Even as a statewide task force struggles to find potential longer term solutions to Colorado’s local control issue for future oil/natural gas development (see Shale Daily, Jan. 23), elected officials in the city of Erie, north of Denver, on Tuesday debated how to handle energy development within their borders.

A proposal to reimpose a moratorium on drilling was rejected narrowly (4-3) earlier this month.

In a broadly constructed draft ordinance, Erie trustees are considering a temporary moratorium on new drilling permits, consideration of new laws and regulations that may come from the task force, a review of other local government regulations on oil and gas, and consideration of revising the city’s existing uniform development code as it related to oil/gas activity.

Erie has a memorandum of understanding (MOU) with some producers, including Encana Corp. and Anadarko Petroleum Corp., and its officials have been locked in discussions with the two E&P operators about a new agreement. At the same time, some officials and residents are pushing for a moratorium on drilling.

Encana has told the city it is willing to suspend any new permit applications for the active area of the city that falls in Weld County while city officials examine their options, a Denver-based spokesperson told NGI‘s Shale Daily. He added that Encana is urging the city to work out a new MOU with oil/gas operators, rather than impose a ban or moratorium on drilling.

The Colorado Oil/Gas Association (COGA) is tracking the latest developments in Erie, but did not want to comment on the situation before city officials hash out their options Tuesday night.

In the summer of 2012, Erie’s newly elected seven-member board of trustees voted to end a six-month moratorium on new oil and natural gas drilling after securing agreements with producers that placed stricter regulations on their operations (see Shale Daily, Aug. 30, 2012). City leaders now want to re-do those MOUs.

The existing MOUs include restrictions on hydraulic fracturing, which some residents have protested. Residents also have claimed that people were moving away because of the oil and gas operations.

“As successful as the town was in dealing with oil and gas in the past, time has not stood still,” said Mayor Tina Harris in a letter posted on the city’s website. A supporter of the rejected moratorium proposal, Harris urged residents to work together to allow Erie “to lead the way” on the issue, and she was critical of citizens resorting to “denigration and name-calling” of the trustees.

Encana’s spokesperson said that most of its 49,000 acres in the area include what now are developed or developing sections of the city, whose population has tripled over the past 15 years. Earlier this year, noise, vibrations and general daily disruptions were allegedly caused by drilling in the Vista Ridge area of the city, prompting renewed interest in a moratorium.

Harris said she favors a moratorium to give the city more time to see what comes out of a statewide task force. She thinks the city can “still get much, if not most of what we want from an MOU, if we combined our energy in a positive manner,” reflecting on the split the issue is causing in the city.

Harris chaired a public meeting Jan. 20 to get citizen input on a potential new MOU.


• Exercise objective: Without including any picture, return the complete set of records exactly.

──────── Data supplied ────────

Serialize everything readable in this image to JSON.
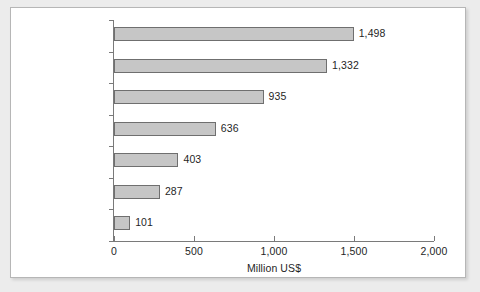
{
  "page": {
    "background_color": "#ececec",
    "clipped_text_fragment": "    "
  },
  "panel": {
    "background_color": "#ffffff",
    "border_color": "#b6b6b6"
  },
  "chart_data": {
    "type": "bar",
    "orientation": "horizontal",
    "title": "",
    "xlabel": "Million US$",
    "ylabel": "",
    "categories": [
      "Athens 2004",
      "Sydney 2000",
      "Atlanta 1996",
      "Barcelona 1992",
      "Seoul 1988",
      "Los Angeles 1984",
      "Moscow 1980"
    ],
    "values": [
      1498,
      1332,
      935,
      636,
      403,
      287,
      101
    ],
    "value_labels": [
      "1,498",
      "1,332",
      "935",
      "636",
      "403",
      "287",
      "101"
    ],
    "xlim": [
      0,
      2000
    ],
    "xticks": [
      0,
      500,
      1000,
      1500,
      2000
    ],
    "xtick_labels": [
      "0",
      "500",
      "1,000",
      "1,500",
      "2,000"
    ],
    "grid": false,
    "legend": false,
    "bar_fill_color": "#c6c6c6",
    "bar_edge_color": "#6f6f6f",
    "axis_color": "#7a7a7a",
    "text_color": "#1f1f1f"
  }
}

────────

• Output below:
Serialize everything readable in this image to JSON.
{
  "page": {
    "background_color": "#ececec",
    "clipped_text_fragment": "    "
  },
  "panel": {
    "background_color": "#ffffff",
    "border_color": "#b6b6b6"
  },
  "chart_data": {
    "type": "bar",
    "orientation": "horizontal",
    "title": "",
    "xlabel": "Million US$",
    "ylabel": "",
    "categories": [
      "Athens 2004",
      "Sydney 2000",
      "Atlanta 1996",
      "Barcelona 1992",
      "Seoul 1988",
      "Los Angeles 1984",
      "Moscow 1980"
    ],
    "values": [
      1498,
      1332,
      935,
      636,
      403,
      287,
      101
    ],
    "value_labels": [
      "1,498",
      "1,332",
      "935",
      "636",
      "403",
      "287",
      "101"
    ],
    "xlim": [
      0,
      2000
    ],
    "xticks": [
      0,
      500,
      1000,
      1500,
      2000
    ],
    "xtick_labels": [
      "0",
      "500",
      "1,000",
      "1,500",
      "2,000"
    ],
    "grid": false,
    "legend": false,
    "bar_fill_color": "#c6c6c6",
    "bar_edge_color": "#6f6f6f",
    "axis_color": "#7a7a7a",
    "text_color": "#1f1f1f"
  }
}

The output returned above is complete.